At least 42 babies and three mothers died at maternity wards covered by a single hospital trust due to a ‘toxic’ culture, a leaked report has claimed.
Children were also left with disabilities as a result of substandard care at Shrewsbury and Telford Hospital Trust in what could possibly be the largest maternity scandal in NHS history.
Staff at the trust routinely dismissed parents’ concerns, were unkind and got dead babies’ names wrong, according to the document seen by The Independent.
In one troubling case, parents were not told their baby’s body had arrived back from the post-mortem examination, and it was left to decompose so badly the family never got to say goodbye properly.
The interim update report comes from an independent inquiry led by maternity expert Donna Ockenden, which was launched by former health secretary Jeremy Hunt in July 2017.
Rhiannon and Richard Stanton Davies, whose daughter Kate died shortly after birth in 2009, were part of the reason the inquiry was launched after they campaigned for it.
Ms Davies told The Independent the leaked report showed the trust had ‘condemned my daughter to death’, adding: ‘How has this been tolerated for so long? It is horrific.’
In the report, Ms Ockenden wrote: ‘No apology will be sufficient or adequate for families who lost loved ones to avoidable deaths, or whose experience of becoming a parent was blighted by poor care and avoidable harm.
‘Many families have described to me how they live on a daily basis with the results of that poor care.’
The report also criticised the trust’s slow response in sending the inquiry medical records, clinical notes and other documents and warned lessons had still not be learned today and communication with families was still lacking.
The study’s initial scope was to examine 23 cases but it eventually grew to more than 270 covering the period 1979 to the present day.
The cases include 22 stillbirths, three deaths during pregnancy, 17 deaths of babies after birth, three deaths of mothers, 47 cases of substandard care and 51 cases of cerebral palsy or brain damage.
Until now, Morecambe Bay, which saw the avoidable deaths of 11 babies and one mother at Cumbria’s Furness General Hospital between 2004 and 2013, was the worst ever maternity scandal in the UK.
Ms Ockenden said in a statement the report was produced at the request of NHS Improvement and was not meant for publication.
The study also criticised carried out by the Royal College of Obstetricians and Gynaecologists (RCOG) that it called inadequate.
Paula Clark, interim chief executive at Shrewsbury and Telford Hospital NHS Trust, added: ‘On behalf of the trust, I apologise unreservedly to the families who have been affected.
‘I would like to reassure all families using our maternity services that we have not been waiting for Donna Ockenden’s final report before working to improve our services.
‘A lot has already been done to address the issues raised by previous cases.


Problem requirements: Leave out all pictures while repeating the records exactly and completely.
#### Input for this task ####
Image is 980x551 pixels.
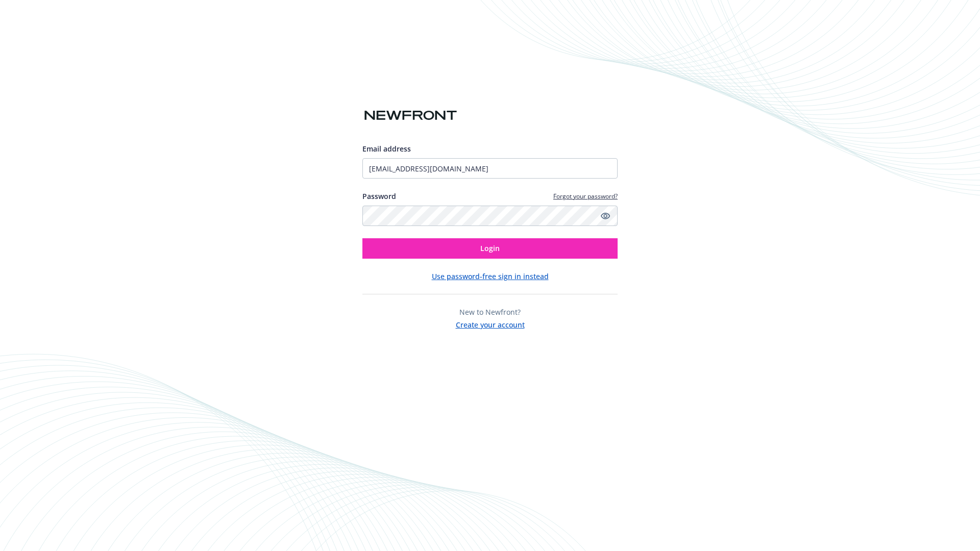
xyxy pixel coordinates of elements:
[363,238,618,258] button: Login
[363,205,618,226] input: Enter your password
[480,244,500,253] span: Login
[363,191,396,201] label: Password
[459,307,521,317] span: New to Newfront?
[553,192,618,201] a: Forgot your password?
[363,107,459,124] img: Newfront logo
[600,210,612,222] a: Show password
[456,318,525,330] button: Create your account
[363,158,618,179] input: Enter your email
[432,271,549,282] button: Use password-free sign in instead
[363,144,411,154] span: Email address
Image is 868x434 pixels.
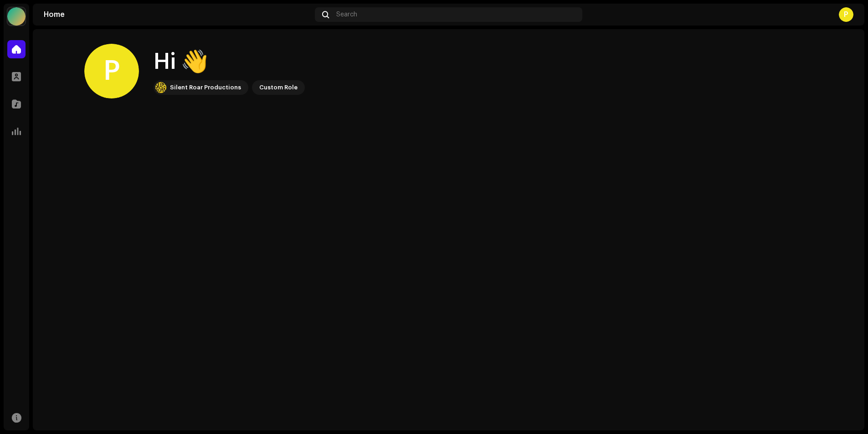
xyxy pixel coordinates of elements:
span: Search [336,11,357,18]
div: Home [44,11,311,18]
div: Hi 👋 [153,47,305,76]
div: Silent Roar Productions [170,82,241,93]
div: Custom Role [259,82,297,93]
div: P [84,44,139,99]
img: fcfd72e7-8859-4002-b0df-9a7058150634 [155,82,166,93]
div: P [839,7,853,22]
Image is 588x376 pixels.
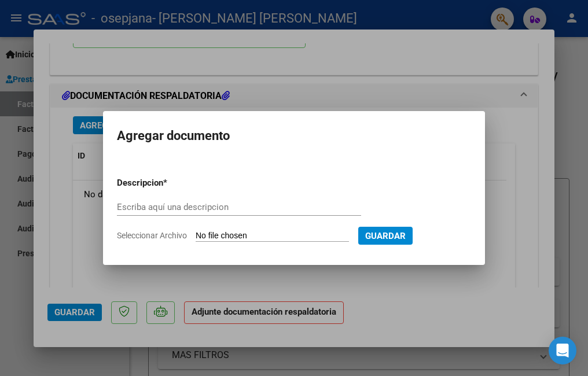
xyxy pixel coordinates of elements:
[117,231,187,240] span: Seleccionar Archivo
[549,337,577,365] div: Open Intercom Messenger
[365,231,406,241] span: Guardar
[117,177,223,190] p: Descripcion
[117,125,471,147] h2: Agregar documento
[359,227,413,245] button: Guardar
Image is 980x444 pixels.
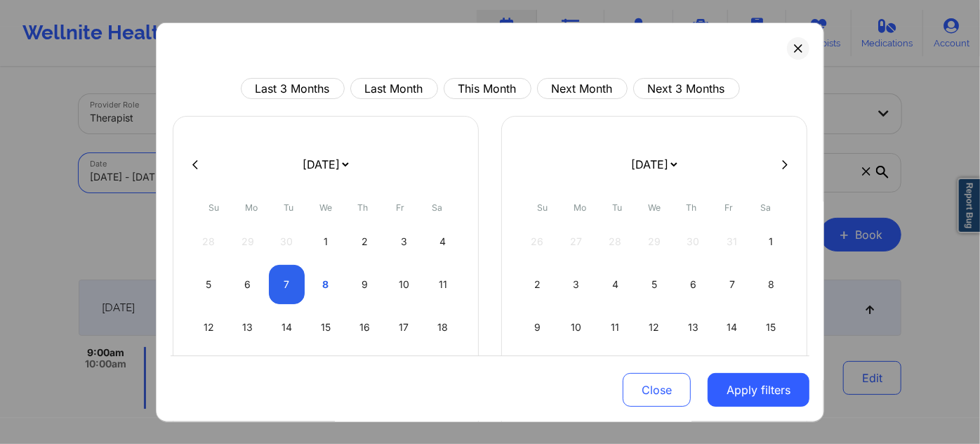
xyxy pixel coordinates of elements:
[444,78,532,99] button: This Month
[686,203,698,213] abbr: Thursday
[715,351,751,390] div: Fri Nov 21 2025
[754,265,790,304] div: Sat Nov 08 2025
[675,351,711,390] div: Thu Nov 20 2025
[209,203,220,213] abbr: Sunday
[358,203,369,213] abbr: Thursday
[191,308,227,347] div: Sun Oct 12 2025
[425,222,461,262] div: Sat Oct 04 2025
[559,265,595,304] div: Mon Nov 03 2025
[191,351,227,390] div: Sun Oct 19 2025
[559,351,595,390] div: Mon Nov 17 2025
[538,203,548,213] abbr: Sunday
[269,265,305,304] div: Tue Oct 07 2025
[633,78,740,99] button: Next 3 Months
[574,203,586,213] abbr: Monday
[386,265,422,304] div: Fri Oct 10 2025
[725,203,734,213] abbr: Friday
[284,203,294,213] abbr: Tuesday
[520,351,556,390] div: Sun Nov 16 2025
[230,351,266,390] div: Mon Oct 20 2025
[754,308,790,347] div: Sat Nov 15 2025
[347,265,382,304] div: Thu Oct 09 2025
[425,265,461,304] div: Sat Oct 11 2025
[715,265,751,304] div: Fri Nov 07 2025
[347,308,382,347] div: Thu Oct 16 2025
[648,203,661,213] abbr: Wednesday
[269,308,305,347] div: Tue Oct 14 2025
[425,308,461,347] div: Sat Oct 18 2025
[520,265,556,304] div: Sun Nov 02 2025
[537,78,628,99] button: Next Month
[761,203,772,213] abbr: Saturday
[230,308,266,347] div: Mon Oct 13 2025
[598,351,633,390] div: Tue Nov 18 2025
[269,351,305,390] div: Tue Oct 21 2025
[754,351,790,390] div: Sat Nov 22 2025
[559,308,595,347] div: Mon Nov 10 2025
[191,265,227,304] div: Sun Oct 05 2025
[350,78,438,99] button: Last Month
[675,308,711,347] div: Thu Nov 13 2025
[432,203,443,213] abbr: Saturday
[425,351,461,390] div: Sat Oct 25 2025
[308,308,344,347] div: Wed Oct 15 2025
[347,222,382,262] div: Thu Oct 02 2025
[623,373,691,407] button: Close
[347,351,382,390] div: Thu Oct 23 2025
[708,373,810,407] button: Apply filters
[230,265,266,304] div: Mon Oct 06 2025
[386,351,422,390] div: Fri Oct 24 2025
[320,203,332,213] abbr: Wednesday
[598,308,633,347] div: Tue Nov 11 2025
[637,351,673,390] div: Wed Nov 19 2025
[637,308,673,347] div: Wed Nov 12 2025
[598,265,633,304] div: Tue Nov 04 2025
[715,308,751,347] div: Fri Nov 14 2025
[637,265,673,304] div: Wed Nov 05 2025
[241,78,345,99] button: Last 3 Months
[754,222,790,262] div: Sat Nov 01 2025
[308,222,344,262] div: Wed Oct 01 2025
[612,203,622,213] abbr: Tuesday
[386,222,422,262] div: Fri Oct 03 2025
[245,203,258,213] abbr: Monday
[386,308,422,347] div: Fri Oct 17 2025
[520,308,556,347] div: Sun Nov 09 2025
[396,203,405,213] abbr: Friday
[308,351,344,390] div: Wed Oct 22 2025
[675,265,711,304] div: Thu Nov 06 2025
[308,265,344,304] div: Wed Oct 08 2025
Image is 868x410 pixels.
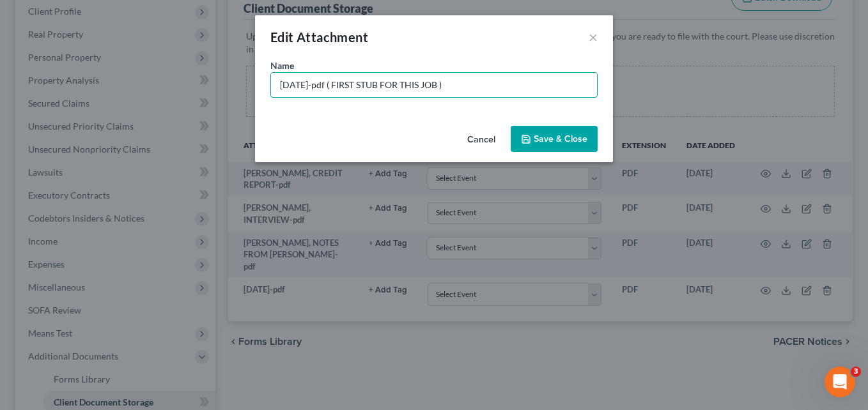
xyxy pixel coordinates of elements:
button: × [589,29,597,44]
span: Edit [270,29,294,44]
input: Enter name... [271,73,597,97]
span: Save & Close [534,134,587,145]
button: Save & Close [511,126,597,153]
span: 3 [850,367,861,377]
iframe: Intercom live chat [824,367,855,398]
span: Attachment [297,29,368,44]
button: Cancel [457,127,506,153]
span: Name [270,60,294,71]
####
Response box:
Image is 980x551 pixels.
xyxy pixel coordinates of elements:
[363,238,618,258] button: Login
[363,205,618,226] input: Enter your password
[480,244,500,253] span: Login
[363,191,396,201] label: Password
[459,307,521,317] span: New to Newfront?
[553,192,618,201] a: Forgot your password?
[363,107,459,124] img: Newfront logo
[600,210,612,222] a: Show password
[456,318,525,330] button: Create your account
[363,158,618,179] input: Enter your email
[432,271,549,282] button: Use password-free sign in instead
[363,144,411,154] span: Email address
Image is 868x434 pixels.
xyxy pixel coordinates of elements:
span: Search [336,11,357,18]
div: Home [44,11,311,18]
div: Hi 👋 [153,47,305,76]
div: Silent Roar Productions [170,82,241,93]
div: Custom Role [259,82,297,93]
div: P [84,44,139,99]
img: fcfd72e7-8859-4002-b0df-9a7058150634 [155,82,166,93]
div: P [839,7,853,22]
Image is 588x376 pixels.
xyxy pixel coordinates of elements:
[117,231,187,240] span: Seleccionar Archivo
[549,337,577,365] div: Open Intercom Messenger
[365,231,406,241] span: Guardar
[117,177,223,190] p: Descripcion
[117,125,471,147] h2: Agregar documento
[359,227,413,245] button: Guardar
Image is 980x444 pixels.
xyxy pixel coordinates of elements:
[444,78,532,99] button: This Month
[686,203,698,213] abbr: Thursday
[715,351,751,390] div: Fri Nov 21 2025
[754,265,790,304] div: Sat Nov 08 2025
[675,351,711,390] div: Thu Nov 20 2025
[209,203,220,213] abbr: Sunday
[358,203,369,213] abbr: Thursday
[191,308,227,347] div: Sun Oct 12 2025
[425,222,461,262] div: Sat Oct 04 2025
[559,265,595,304] div: Mon Nov 03 2025
[191,351,227,390] div: Sun Oct 19 2025
[559,351,595,390] div: Mon Nov 17 2025
[538,203,548,213] abbr: Sunday
[269,265,305,304] div: Tue Oct 07 2025
[633,78,740,99] button: Next 3 Months
[574,203,586,213] abbr: Monday
[386,265,422,304] div: Fri Oct 10 2025
[725,203,734,213] abbr: Friday
[284,203,294,213] abbr: Tuesday
[520,351,556,390] div: Sun Nov 16 2025
[230,351,266,390] div: Mon Oct 20 2025
[754,308,790,347] div: Sat Nov 15 2025
[347,265,382,304] div: Thu Oct 09 2025
[425,265,461,304] div: Sat Oct 11 2025
[715,265,751,304] div: Fri Nov 07 2025
[347,308,382,347] div: Thu Oct 16 2025
[648,203,661,213] abbr: Wednesday
[269,308,305,347] div: Tue Oct 14 2025
[425,308,461,347] div: Sat Oct 18 2025
[520,265,556,304] div: Sun Nov 02 2025
[537,78,628,99] button: Next Month
[761,203,772,213] abbr: Saturday
[230,308,266,347] div: Mon Oct 13 2025
[598,351,633,390] div: Tue Nov 18 2025
[269,351,305,390] div: Tue Oct 21 2025
[754,351,790,390] div: Sat Nov 22 2025
[559,308,595,347] div: Mon Nov 10 2025
[191,265,227,304] div: Sun Oct 05 2025
[350,78,438,99] button: Last Month
[675,308,711,347] div: Thu Nov 13 2025
[432,203,443,213] abbr: Saturday
[425,351,461,390] div: Sat Oct 25 2025
[308,308,344,347] div: Wed Oct 15 2025
[347,222,382,262] div: Thu Oct 02 2025
[623,373,691,407] button: Close
[347,351,382,390] div: Thu Oct 23 2025
[708,373,810,407] button: Apply filters
[230,265,266,304] div: Mon Oct 06 2025
[386,351,422,390] div: Fri Oct 24 2025
[320,203,332,213] abbr: Wednesday
[598,308,633,347] div: Tue Nov 11 2025
[637,351,673,390] div: Wed Nov 19 2025
[637,308,673,347] div: Wed Nov 12 2025
[598,265,633,304] div: Tue Nov 04 2025
[715,308,751,347] div: Fri Nov 14 2025
[637,265,673,304] div: Wed Nov 05 2025
[241,78,345,99] button: Last 3 Months
[754,222,790,262] div: Sat Nov 01 2025
[308,222,344,262] div: Wed Oct 01 2025
[612,203,622,213] abbr: Tuesday
[386,222,422,262] div: Fri Oct 03 2025
[245,203,258,213] abbr: Monday
[386,308,422,347] div: Fri Oct 17 2025
[520,308,556,347] div: Sun Nov 09 2025
[396,203,405,213] abbr: Friday
[308,351,344,390] div: Wed Oct 22 2025
[675,265,711,304] div: Thu Nov 06 2025
[308,265,344,304] div: Wed Oct 08 2025
Image is 868x410 pixels.
xyxy pixel coordinates of elements:
button: × [589,29,597,44]
span: Edit [270,29,294,44]
input: Enter name... [271,73,597,97]
span: Save & Close [534,134,587,145]
button: Save & Close [511,126,597,153]
span: 3 [850,367,861,377]
iframe: Intercom live chat [824,367,855,398]
span: Attachment [297,29,368,44]
button: Cancel [457,127,506,153]
span: Name [270,60,294,71]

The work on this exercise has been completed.